The colonel thrived, about this time, on that fallacious feeling, born of hope eternal, that he was growing young. It is one of the precautionary lies of nature, to keep us going, that, the instant we are tinkered in any part, we ignore its merely being fitted up for shortened use. Hope eternal tells us how much stronger it is than it was before.

If you rub unguent into your scanty hair you can feel it grow, as a poet hears the gra.s.s. A nostrum on your toil-hardened hands brings back, to keen antic.i.p.ation, the skin of youth. All mankind is prepared to a perfect degree of sensitiveness for response to the quack doctor's art.

We believe so fast that he need hardly do more than open his mouth to cry his wares. The colonel, doing a good day's work and getting tired enough to sleep at night, felt, on waking, as if life were to last the measure of his extremest appet.i.te. The household went on wings, so clever and silent was Anne in administration and so efficient Mary Nellen. Only Anne was troubled in her soul because Lydia would go slipping away for these secret sessions with Madame Beattie. She even proposed going with her once or twice, but Lydia said she had put it off for that night; and next time she slipped away more cleverly.

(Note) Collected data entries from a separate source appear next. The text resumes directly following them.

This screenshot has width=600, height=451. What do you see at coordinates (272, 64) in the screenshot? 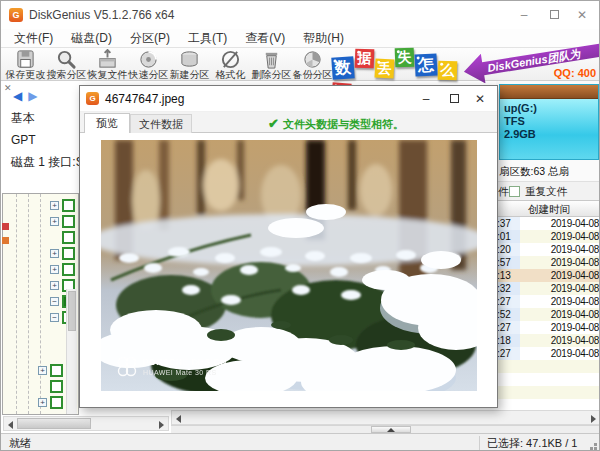
I see `toolbar-delete-partition-button: 删除分区` at bounding box center [272, 64].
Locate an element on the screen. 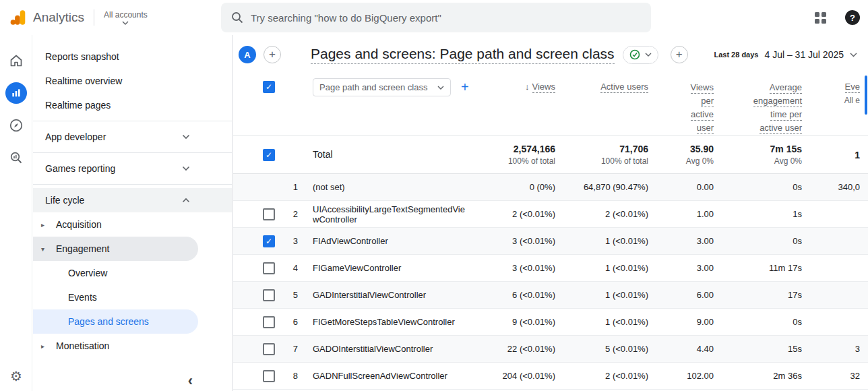  table-header-row: ✓ Page path and screen class + ↓ Views A… is located at coordinates (551, 105).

Once in these calls Lydia met Esther at the head of the stairs, and they said "How do you do?" in an uncomfortable way, Esther with reproving dignity and Lydia in a bravado that looked like insolence. And then Esther sent for Alston Choate, and in the evening he came.

Esther was a pathetic pale creature, as she met him in the dusk of the candle-lighted room, little more than a child, he thought, as he noted her round arms and neck within the film of her white dress. Esther did not need to a.s.sume a pathos for the moment's needs. She was very sorry for herself. They sat there by the windows, looking out under the shade of the elms, and for a little neither spoke. Esther had some primitive feminine impulses to put down. Alston had an extreme of pity that gave him fervencies of his own. To Esther it was as natural as breathing to ask a man to fight her battles for her, and to cling to him while she told him what battles were to be fought. Alston had the chafed feeling of one who cannot follow with an unmixed ardency the lines his heart would lead him. He was always angry, chiefly because she had to suffer so, after the hideousness of her undeserved destiny, and yet he saw no way to help that might not make a greater hardship for her. At last she spoke, using his name, and his heart leaped to it.

"Alston, what am I going to do?"

"Things going badly?" he asked her, in a voice moved enough to hearten her. "What is it that's different?"

"Everything. Aunt Patricia has those horrible men come here and talk with her--"

"It's ridiculous of her," said Alston, "but there's no harm in it.

They're not a bad lot, and she's an old lady, and she won't stay here forever."

"Oh, yes, she will. She gets her food, at least, and I don't believe she could pay for even that abroad. And this sort of thing amuses her. It's like gipsies or circus people or something. It's horrible."

"What does your grandmother say?"

"Nothing."

"She must stand for it, in a way, or Madame Beattie couldn't do it."

"I don't believe grandmother understands fully. She's so old."